Microsoft will also demonstrate a range of existing and new DirectX 12 features, including toolsets for HDR support across Windows 10 and Xbox. Microsoft will also discuss DirectStorage for PC, which brings Xbox's standardized data streaming techniques from the NVME SSD on the new-gen consoles to PC. DirectStorage has implications for game development beyond the loading of games, including things like rapid decompression of assets, reducing file sizes, or using storage for RAM-like rapid streaming of data, resulting in game worlds that are "more expansive and detailed than ever."

icrosoft will also host a keynote from Xbox lead Phil Spencer to kick off the event and discuss the future of gaming, alongside a separate keynote dedicated to the "next-generation of gaming graphics." There will also be discussions hosted by AMD, on their open-source FidelityFX engine for RDNA2-capable devices (such as new-gen Xbox consoles).
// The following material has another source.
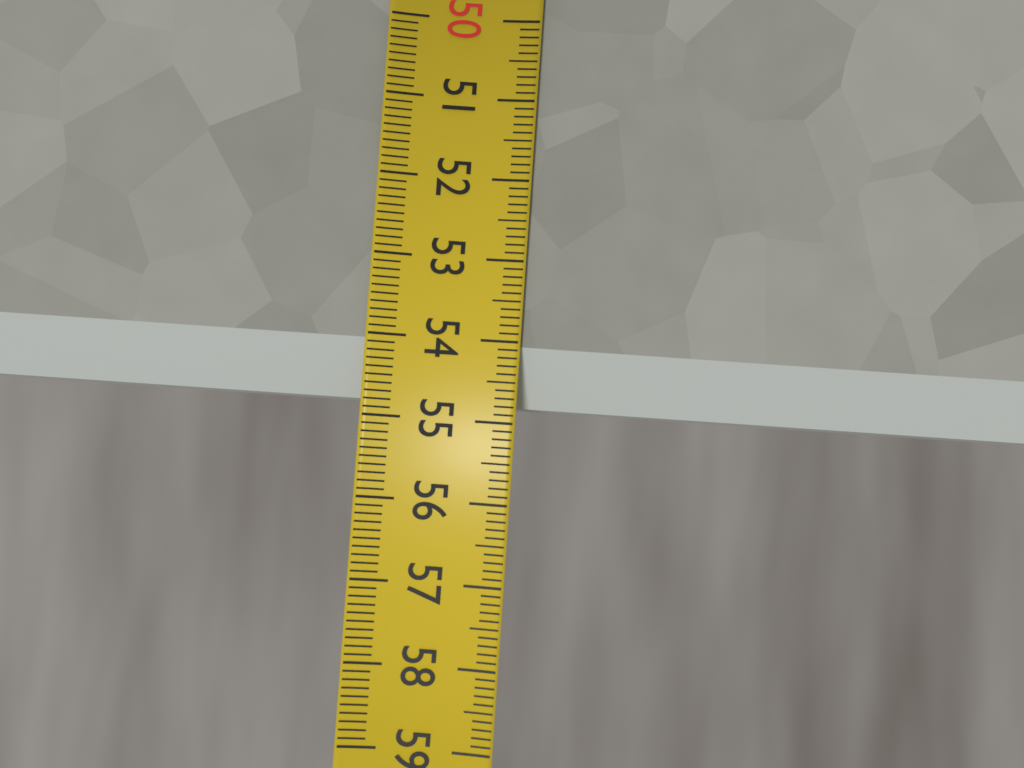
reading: 54.8 (no unit)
FidelityFX helps remove noise from graphically-intense visuals at high resolutions, including ray tracing, alongside various other powerful visual enhancement techniques and features. NVIDIA will also present to discuss how they worked with Microsoft and Mojang to implement RTX ray tracing in Minecraft.
 

DirectStorage API Works Even with PCIe Gen3 NVMe SSDs


Microsoft on Tuesday, in a developer presentation, confirmed that the DirectStorage API, designed to speed up the storage sub-system, is compatible even with NVMe SSDs that use the PCI-Express Gen 3 host interface. It also confirmed that all GPUs compatible with DirectX 12 support the feature. A feature making its way to the PC from consoles, DirectStorage enables the GPU to directly access an NVMe storage device, paving the way for GPU-accelerated decompression of game assets.

This works to reduce latencies at the storage sub-system level, and offload the CPU. Any DirectX 12-compatible GPU technically supports DirectStorage, according to Microsoft. The company however recommends DirectX 12 Ultimate GPUs "for the best experience." The GPU-accelerated game asset decompression is handled via compute shaders. In addition to reducing latencies; DirectStorage is said to accelerate the Sampler Feedback feature in DirectX 12 Ultimate.